The Federal Communications Commission on Thursday announced draft privacy rules that would govern how broadband Internet service providers can use and share customer data.
The rules proposed Thursday would bar the companies from using customers’ data for many purposes without their explicit permission.
{mosads}Under the proposal, customers would automatically consent to having their data used by their broadband provider when it was required for the delivery of their service. The provider could also use that data to market other broadband packages to them.
Internet providers could also share information with affiliated companies to help them market other types of communication services unless customers explicitly opt out. If a provider, for example, also offers wireless service through an affiliate, it could share customer data with the wireless company for marketing purposes, a senior FCC official told reporters.
But beyond that, customers would have to explicitly consent to their data being shared with other companies or used for any other purposes.
The proposal also includes requirements for how soon after a data breach broadband providers are required to tell customers, the FCC and, in some cases, law enforcement agencies. It would also put standards in place to govern what kinds of steps companies must take to protect consumer data.
“Every broadband consumer should have the right to know what information is being collected and how it is used,” FCC Chairman Tom Wheeler said in a Huffington Post article released around the same time as information on the rules.
“Every broadband consumer should have the right to choose how their information bits are should be used and shared. And every consumer should be confident that their information is being securely protected.”
The proposed rules are at least a partial win for advocates who wanted the FCC to assert stronger privacy powers than the Federal Trade Commission, which used to govern privacy for broadband providers.
Industry groups say that the rules should be the same for Internet providers and online services like Google or Facebook that remain under the FTC’s purview.
They argue that the FCC should align its rules with the standard used by the FTC, which bars unfair and deceptive practices. This approach, they say, would mean that consumers would be protected in the same way across all aspects of their Internet use, from the provider delivering their traffic to search engines and social networks.
The industry has argued that the FCC should align its rules with the standard used by the FTC, which bars unfair and deceptive practices. This approach, they say, would mean that consumers would be protected in the same way across all aspects of their Internet use, from the provider delivering their traffic to search engines and social networks.
But privacy advocates see an opportunity in the rulemaking to enable the FCC to be, as FTC commissioner Julie Brill put it in a November speech, the “brawnier cop on the privacy beat.”
In a letter to Wheeler this month, privacy groups said that Internet service providers “play a leading role in the complex ecosystem of online behavioral advertising and related forms of data-driven, targeted marketing.”
“These companies are showing an increased interest in monetizing the data they collect about their customers, and they are leveraging their position as gatekeepers to the Internet to harness this data in powerful and invasive ways,” they wrote.
A senior FCC official noted Thursday that while customers can abandon a search engine, social network or streaming service quickly if they don’t like the way the website treats their data, it is harder to switch Internet service providers.

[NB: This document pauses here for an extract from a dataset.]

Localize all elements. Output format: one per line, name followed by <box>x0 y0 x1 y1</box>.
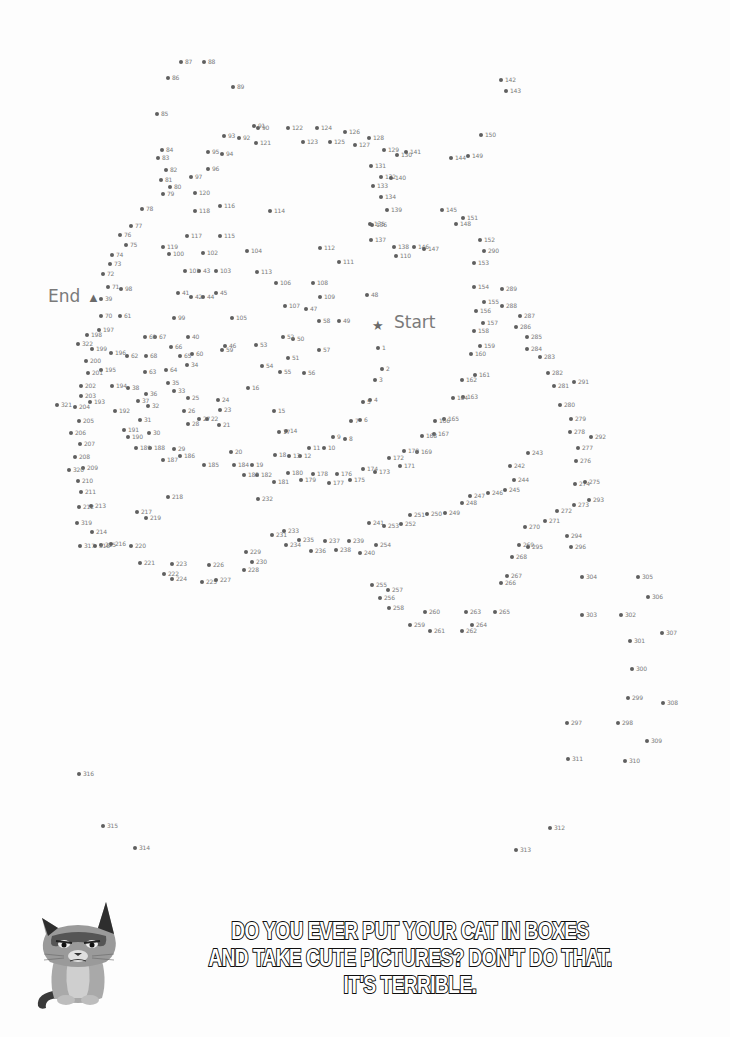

Meredith Rose, a staff attorney for advocacy group Public Knowledge, said in a statement that while “we acknowledge that the Chairman did not adopt all of the recommendations we made in our research, today’s release and the forthcoming Notice of Proposed Rulemaking represent a substantial step forward for consumer privacy. “
The proposal previewed Thursday is an outgrowth of the controversial net neutrality rules the FCC approved last year.
To get the legal authority needed to implement the rules, the commission changed the way that Internet service providers are classified under the law.
That meant applying new privacy rules required for services fitting that type of classification. But because the rules used in the past weren’t easy to apply to Internet service, the commission opted instead to create new ones.
The item introduced on Thursday is only a notice that the rules are in the works. If the commission signs off on the item at its March 31 open meeting, then the public, as well as interest groups on both sides of the issue, will be able to comment on the proposal and a number of related issues before the commission votes on adopting it.